[Screenshot grounding data]
--------------------------------------------------

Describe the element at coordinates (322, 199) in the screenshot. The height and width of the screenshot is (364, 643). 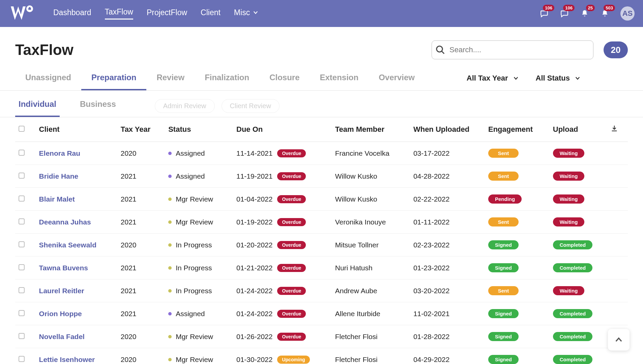
I see `table-row: Blair Malet2021Mgr Review01-04-2022Overd…` at that location.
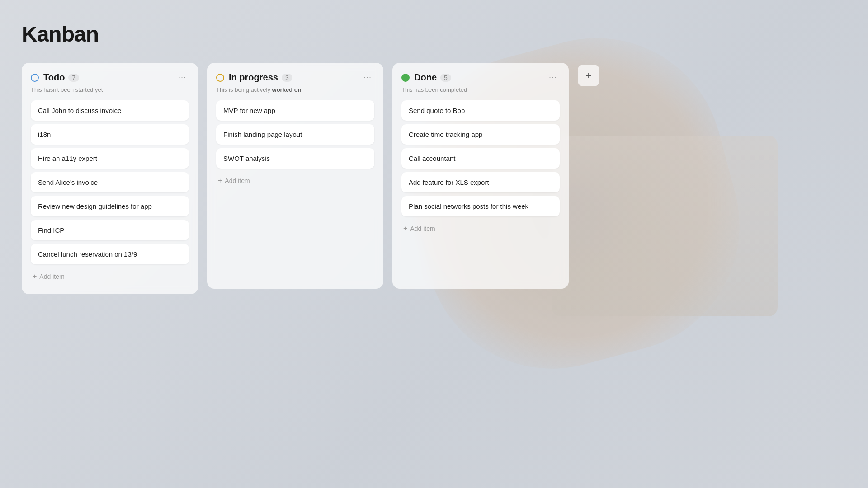 This screenshot has height=488, width=868. What do you see at coordinates (295, 135) in the screenshot?
I see `card-inprogress-1: Finish landing page layout` at bounding box center [295, 135].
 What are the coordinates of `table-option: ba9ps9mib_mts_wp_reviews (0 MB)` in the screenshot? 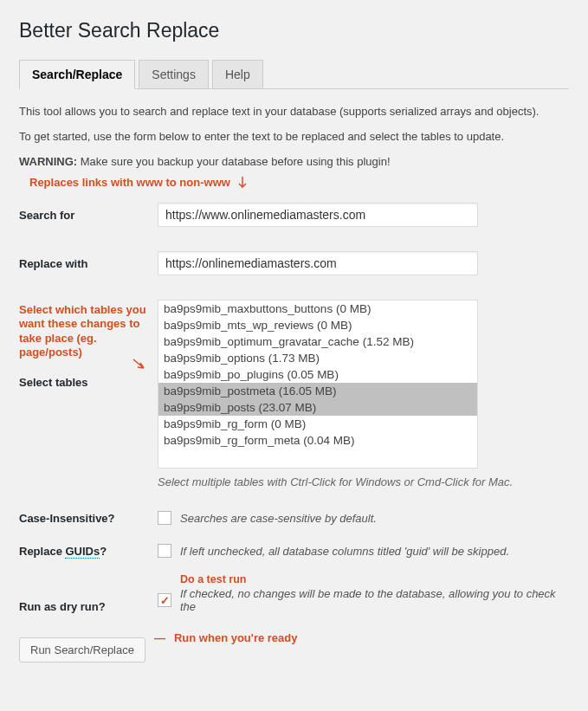 It's located at (318, 326).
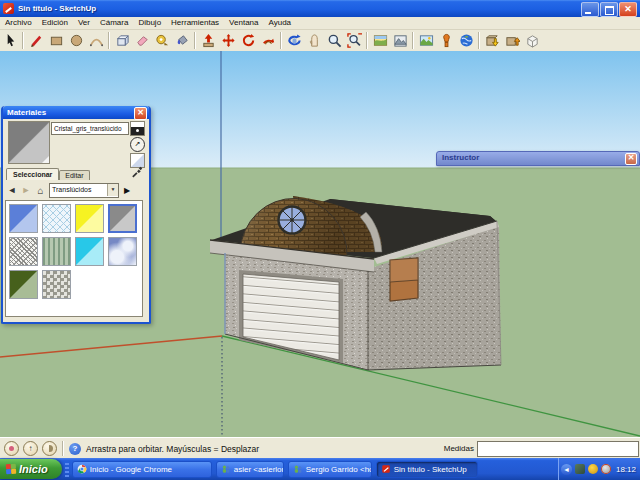 This screenshot has height=480, width=640. I want to click on material-swatch-baldosa-gris, so click(56, 284).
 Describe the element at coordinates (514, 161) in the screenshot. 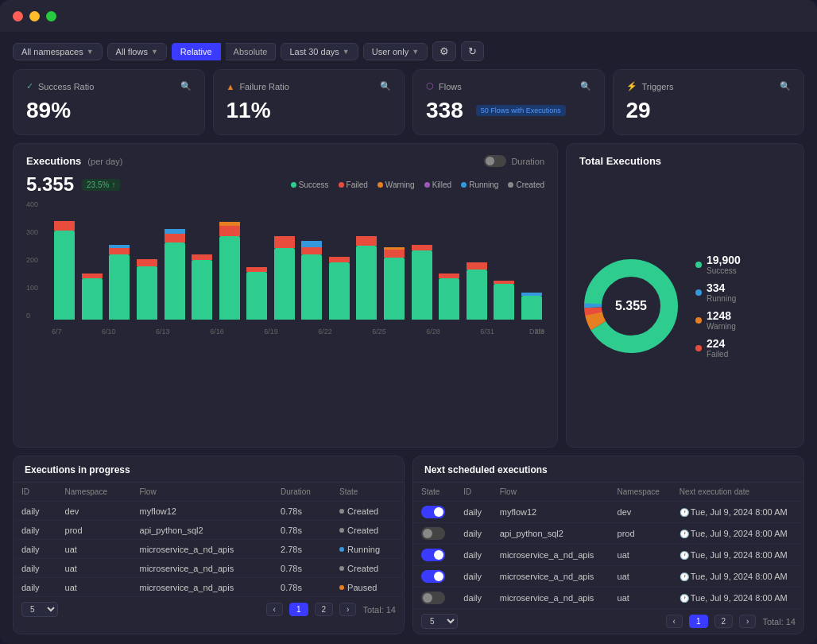

I see `duration-toggle: Duration` at that location.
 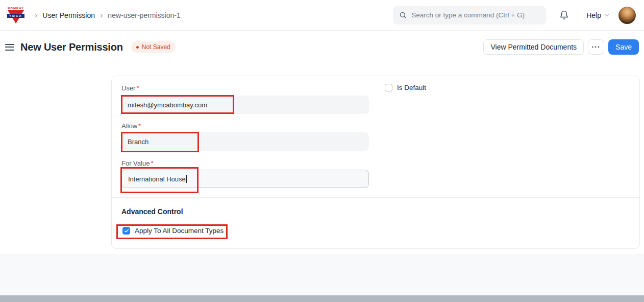 What do you see at coordinates (173, 231) in the screenshot?
I see `apply-to-all-document-types-checkbox: Apply To All Document Types` at bounding box center [173, 231].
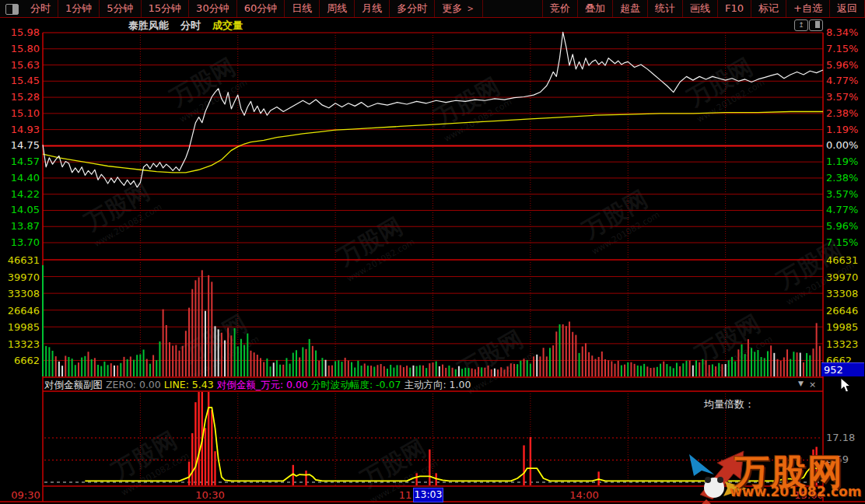  Describe the element at coordinates (20, 33) in the screenshot. I see `price-axis-label: 15.98` at that location.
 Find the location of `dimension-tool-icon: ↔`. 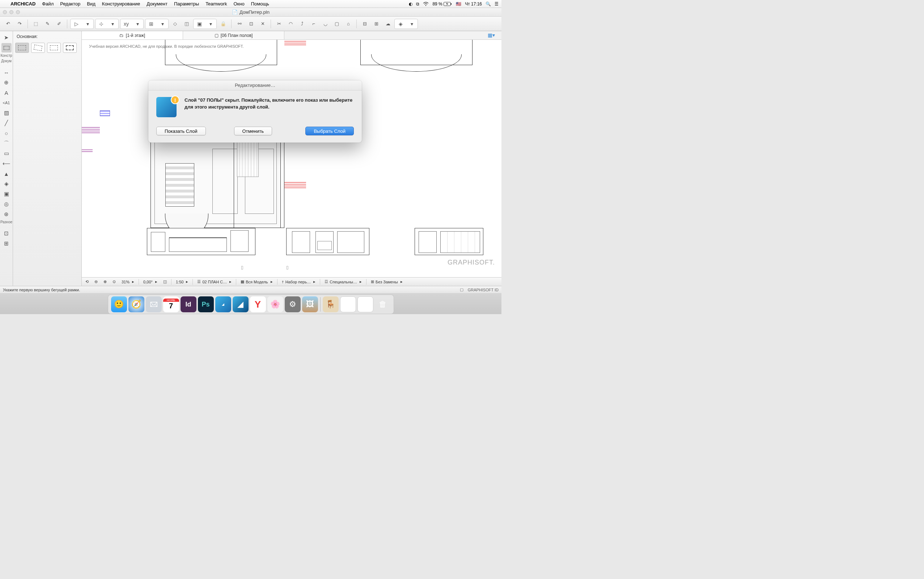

--------------------------------------------------

— TASK REQUIREMENTS —
The answer consists of the lines from the one holding "Describe the element at coordinates (514, 161)" to the end of the records, inclusive, restated exactly and without pictures.

— SOLUTION FOR THIS TASK —
 Describe the element at coordinates (514, 161) in the screenshot. 

I see `duration-toggle: Duration` at that location.
  What do you see at coordinates (173, 231) in the screenshot?
I see `apply-to-all-document-types-checkbox: Apply To All Document Types` at bounding box center [173, 231].
  Describe the element at coordinates (20, 33) in the screenshot. I see `price-axis-label: 15.98` at that location.
 Find the location of `dimension-tool-icon: ↔`. 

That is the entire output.